2 min read

The scrub weaves the circle

Dick Fosbury doing the Fosbury Flop

I was recently at The Smoke, a festival of chamber larp in London. There I played the beautiful non-verbal larp "Westwind", designed by Mo Holkar. Today at lunch I watched, quite arbitrarily, a talk he gave on the way that players cooperate to avoid holes appearing within the logic of the larps they're playing:

(it's a good talk, and short)

And this got me thinking about the idea of playing with two brains - an in-game brain and an out-of-game brain. The in-game brain is trying to win*, the out-of-game brain is thinking about what winning would consist of, what kind of person the in-game character is, the social rules of the play, and how to facilitate good play for other people. Or, sometimes, how other people ought to be facilitating good play for you. I find this is a particularity of role play - the need to exist on these two levels simultaneously, to exist within a role and also to determine what that role should be. It's beautiful, if also tiring.

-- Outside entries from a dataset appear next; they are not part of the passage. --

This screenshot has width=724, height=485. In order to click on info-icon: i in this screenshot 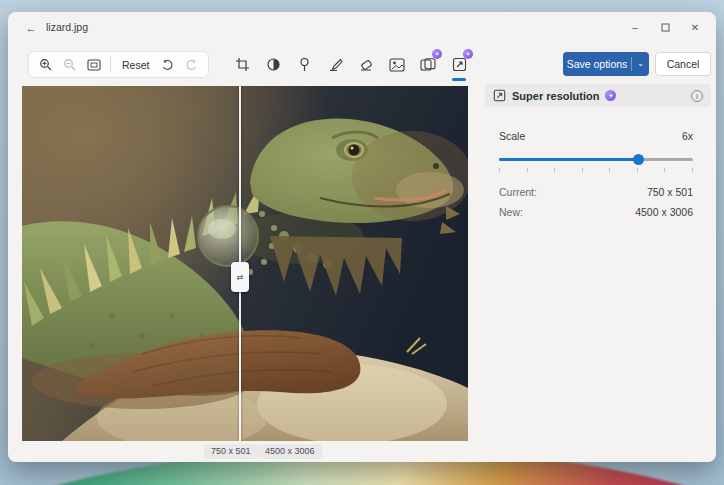, I will do `click(697, 96)`.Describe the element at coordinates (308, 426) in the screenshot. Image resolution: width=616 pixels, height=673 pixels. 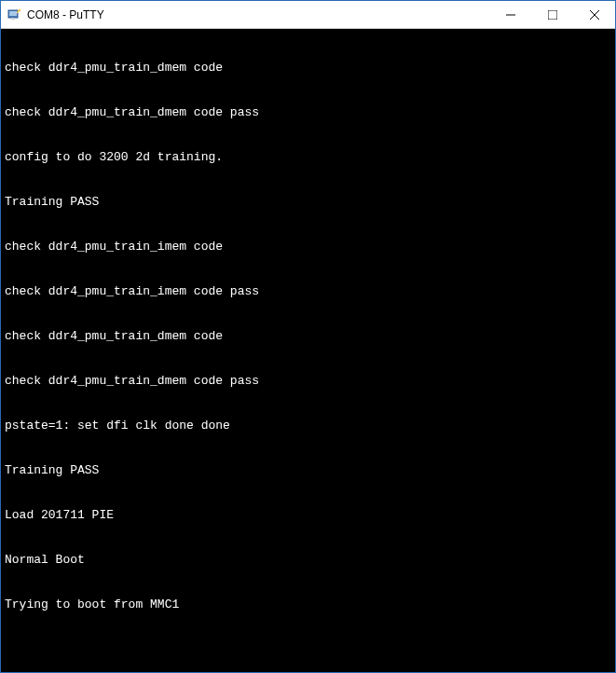
I see `terminal-line: pstate=1: set dfi clk done done` at that location.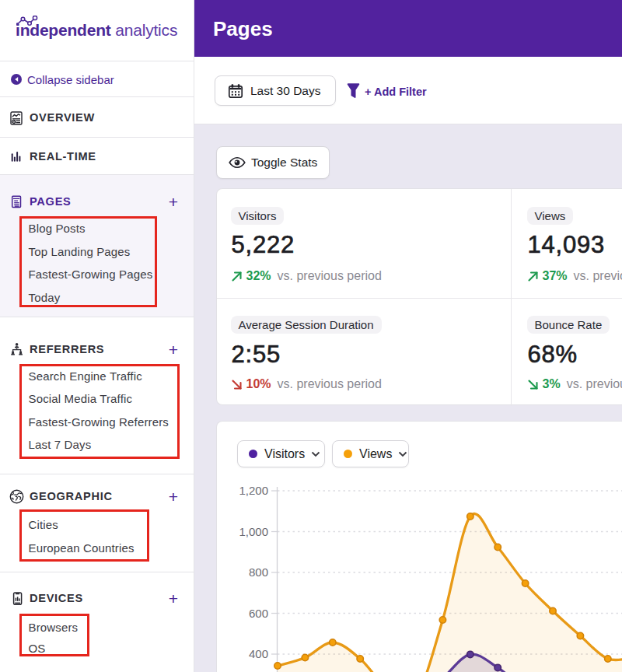  Describe the element at coordinates (258, 653) in the screenshot. I see `svg-text: 400` at that location.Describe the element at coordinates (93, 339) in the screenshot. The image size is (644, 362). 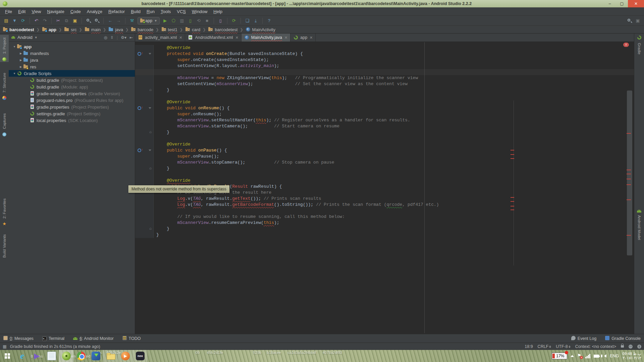
I see `toolwindow-button-6-android-monitor: 6: Android Monitor` at that location.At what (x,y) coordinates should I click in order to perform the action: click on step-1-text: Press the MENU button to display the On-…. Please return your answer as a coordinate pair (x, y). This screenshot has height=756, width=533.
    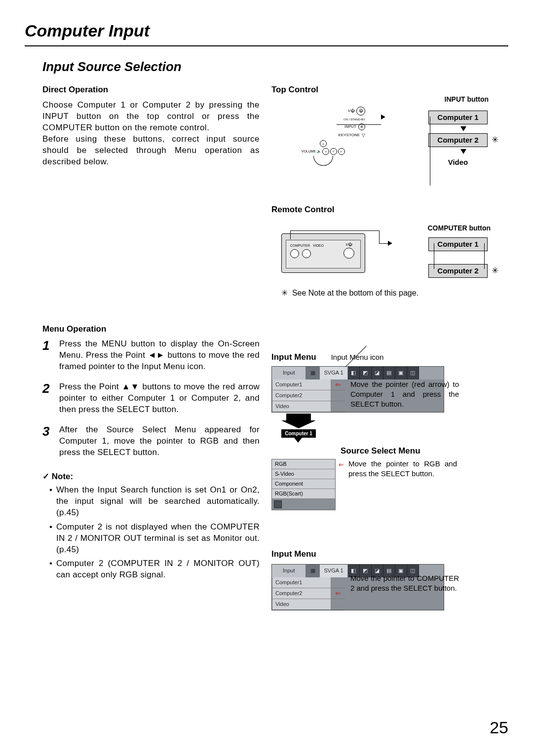
    Looking at the image, I should click on (159, 355). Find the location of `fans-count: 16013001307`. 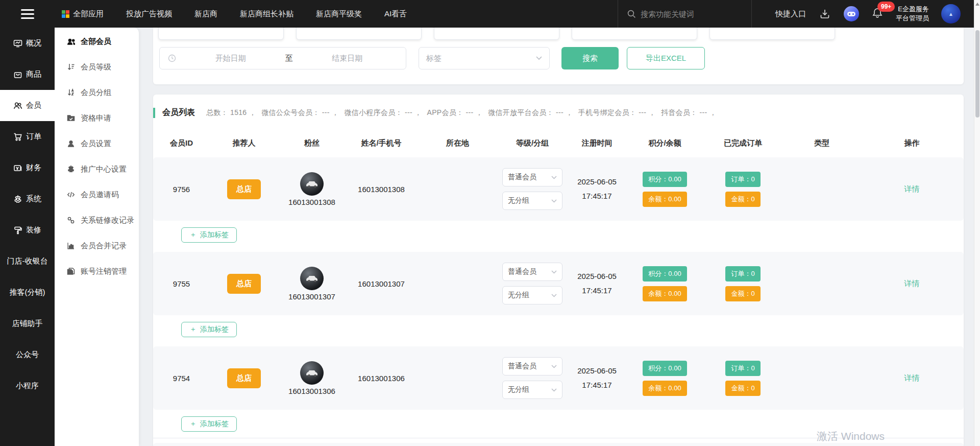

fans-count: 16013001307 is located at coordinates (312, 296).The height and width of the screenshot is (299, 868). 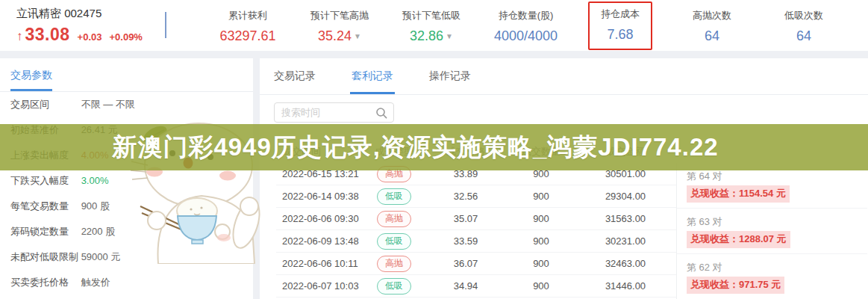 What do you see at coordinates (476, 219) in the screenshot?
I see `table-row: 2022-06-06 09:30 高抛 35.07 900 31563.00` at bounding box center [476, 219].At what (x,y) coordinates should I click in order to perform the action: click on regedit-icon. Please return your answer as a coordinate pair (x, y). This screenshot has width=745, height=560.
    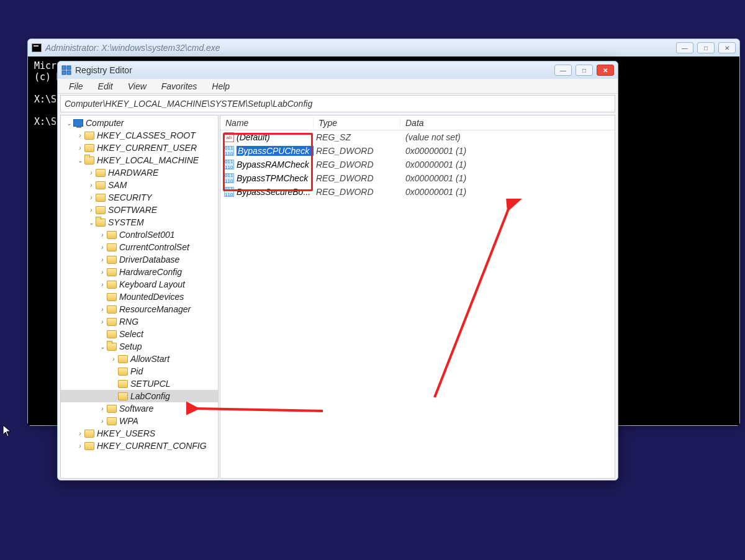
    Looking at the image, I should click on (66, 70).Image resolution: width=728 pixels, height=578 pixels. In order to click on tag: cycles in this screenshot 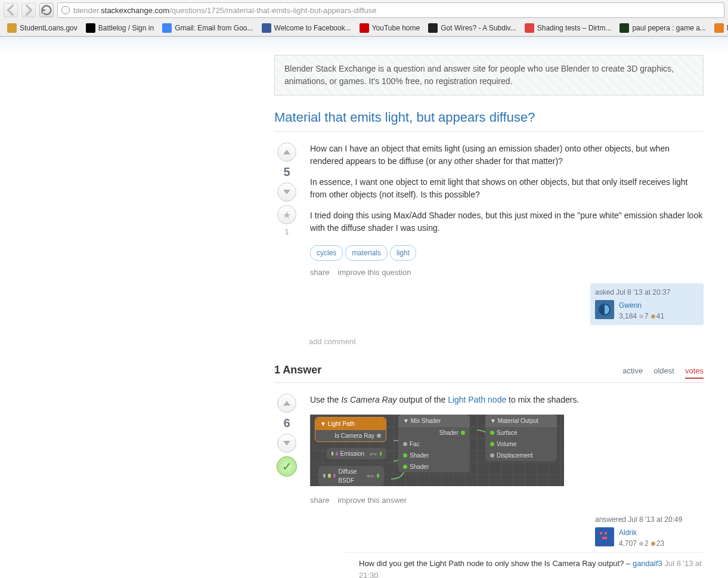, I will do `click(327, 253)`.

Compare this against David Sirlin, a designer who typically works within fighting games, and his idea of "the scrub". His book "Playing To Win" revolves around the idea of the scrub, someone who is attached to limited ideas of what play is considered valid and therefore does not play as hard as it would be possible to play. A player who has a goal other than winning. I think ultimately David Sirlin's ideas come from an aesthetic place - he finds these social metarules fuzzy and ugly, he finds the appeals to these social metarules contemptible, and he finds a pure beauty in deep exploration of the actual rules of the game. A depth of exploration which is inhibited by these social rules. I guess a classic example of this would be the Fosbury Flop - finding an entirely new way to jump over a pole, a way that is unconventional and against custom but nevertheless superior. Would high jumping be as interesting if discovering such a thing was not permitted?

And I do feel compelled to make the obvious statement: role playing games and fighting games are different types of game. I mean, it's not even clear to me that a larp and a videogame are both the same category of thing in a fundamental sense - the nature of what a "rule" is is fundamentally different if it is enforced socially versus whether it is enforced programmatically (different again if it is enforced by physics, to return to high jumping for a sec). But also worth thinking how depth can extend in different directions, and how beauty can be found in many places.

* This word "win" is tricky. I don't know that I think it's correct. I considered "achieve their current goals", which is vaguer but I think also wrong in a fundamental way. When you are embodying a character in role play, the character can have many contradictory desires and impulses, many not even known to themselves. What are you trying to do with your life? What rubric guides the actions you take? Why should the answer be any simpler for a fictional character?